On one of the days, nearly 100 representatives of youth groups joined us for an intergenerational dialogue. For many of us this was an important space to learn about their struggles against authoritarianism and repression – this includes the significant youth mobilisations in 2025, the attempt to bring youth voices into mainstream discourse, and many quiet initiatives at alternatives for basic needs, e.g. agroecology for food, cooperatives, worker and student rights, alternative media, legal awareness, ecological conservation, inter-ethnic harmony, and rights of women and LGBTIQ+. In turn, it was an opportunity for some of us to give a glimpse of resistance and alternatives from other parts of the world.

This led to a discussion on the need for youth and other movements that aim to bring down corrupt and exploitative regimes to have some idea of the kind of systemic alternatives they want (what some call ‘prefiguration’). This is especially so that whatever replaces the old does not simply reproduce the same political and economic patterns in a new garb. Mark Raquino of the Global Youth Biodiversity Network (GYBN) offered to anchor an ongoing Youth Assembly process in the GTA, to focus on such issues.

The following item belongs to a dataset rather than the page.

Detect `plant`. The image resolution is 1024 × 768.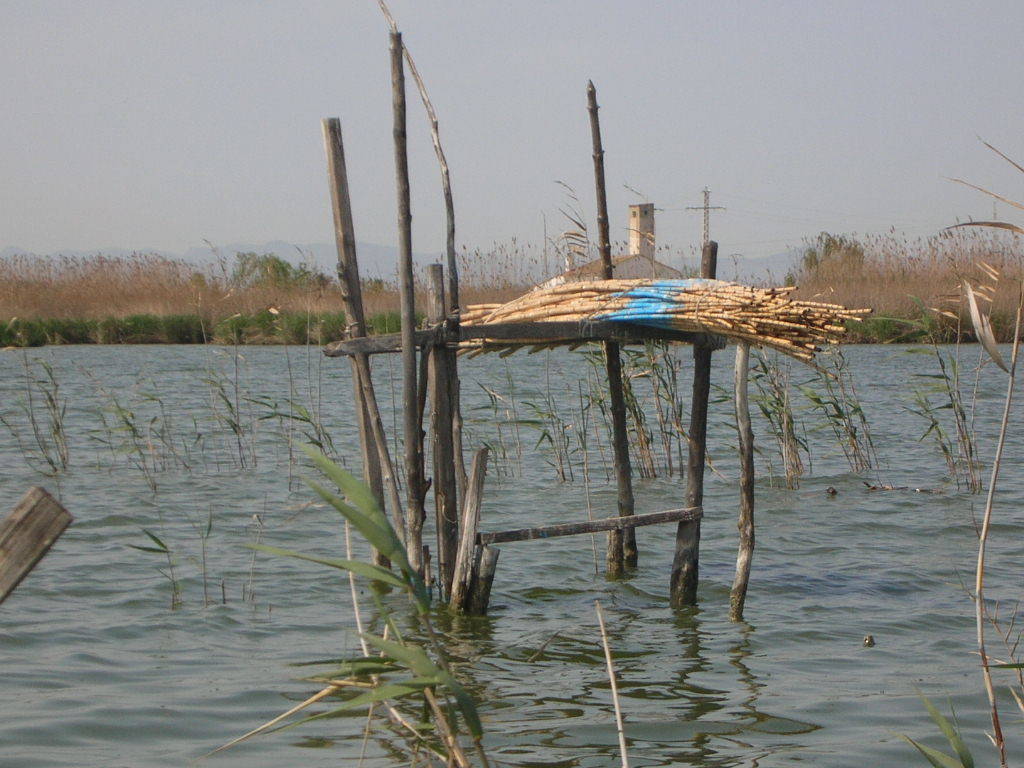
l=449, t=360, r=531, b=473.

Meanwhile, the Indonesian Youth Assembly carried on independently for two more days and decided to form a nationwide federation of youth organisations.

The Intergenerational Dialogue also led to consideration by the Indonesian participants of a national forum or network that could bring together various kinds of movements and groups, and possibly become a weaver of GTA. As KPRI’s Sastro and SSP’s Erni Kartini said, organizing the GTA Assembly in Bandung was an important boost to the movements for justice in Indonesia.

Conclusion: the way ahead

‘Asking, we walk’, say the Zapatista, one of the world’s most exciting attempts at creating processes and structures of political autonomy, ecological regenerative economy, and social justice. The GTA hopes to use the same principle, while starting with a set of principles and ethics, to keep asking what practices are working and what are not, where we may be heading into traps of the kind described above, where we need to unlearn and learn. Unfortunately, the packed agenda at the assembly did not leave time for a 3-year visioning process that could have guided us towards the next physical assembly. But there were enough earthy pointers and a set of exciting action points that GTA’s constituents could use to guide them.

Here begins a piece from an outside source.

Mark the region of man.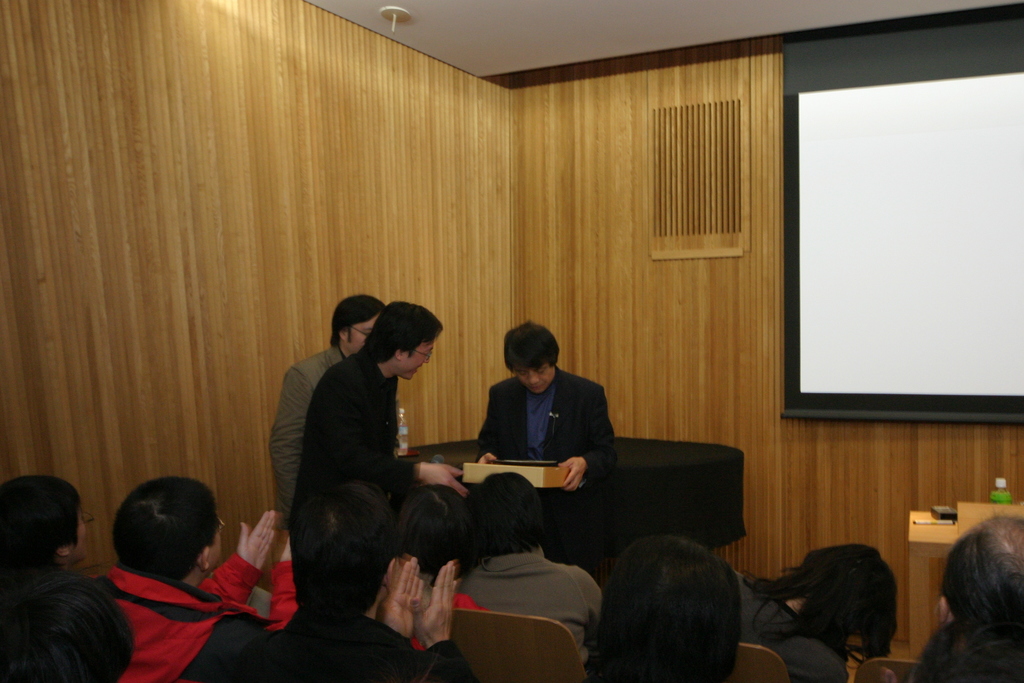
Region: [left=916, top=514, right=1023, bottom=682].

There was also an indication that while the global crises are urgent, some catastrophically so, GTA’s vision needed to encompass both immediate responses as well as slower, more carefully worked-out pathways that are based on trust, care, and relationality. This also had to ensure intergenerational learning, combining the experience of elders with the innovation and enthusiasm of newer generations. If it can achieve these balances, within itself as well as in partnership with other global networks of resistance and alternatives, it could play an important part in humanity’s search for a future more in harmony with the wonders and beauties of our planet.

References

1 Tricontinental Institute, ‘The Bandung Spirit’, 2025.
2 The Global Tapestry of Alternatives.
3 The four current weavers are Vikalp Sangam (India), Crianza Mutua (Mexico), Crianzas Mutuas (Colombia), and Movement for Alternatives and Solidarity in South-East Asia (MASSA).
4 For a full list of current endorsers.
5 Global Tapestry of Alternatives, Dictionary of Radical Alternatives.
6 For instance, Global Tapestry of Alternatives. Radical Democracy: recovering the roots of self-governance & autonomy, December 2025.
7 See ‘Global Confluence on Radical Democracy, Autonomy, and Self-Determination’, Feb 2025.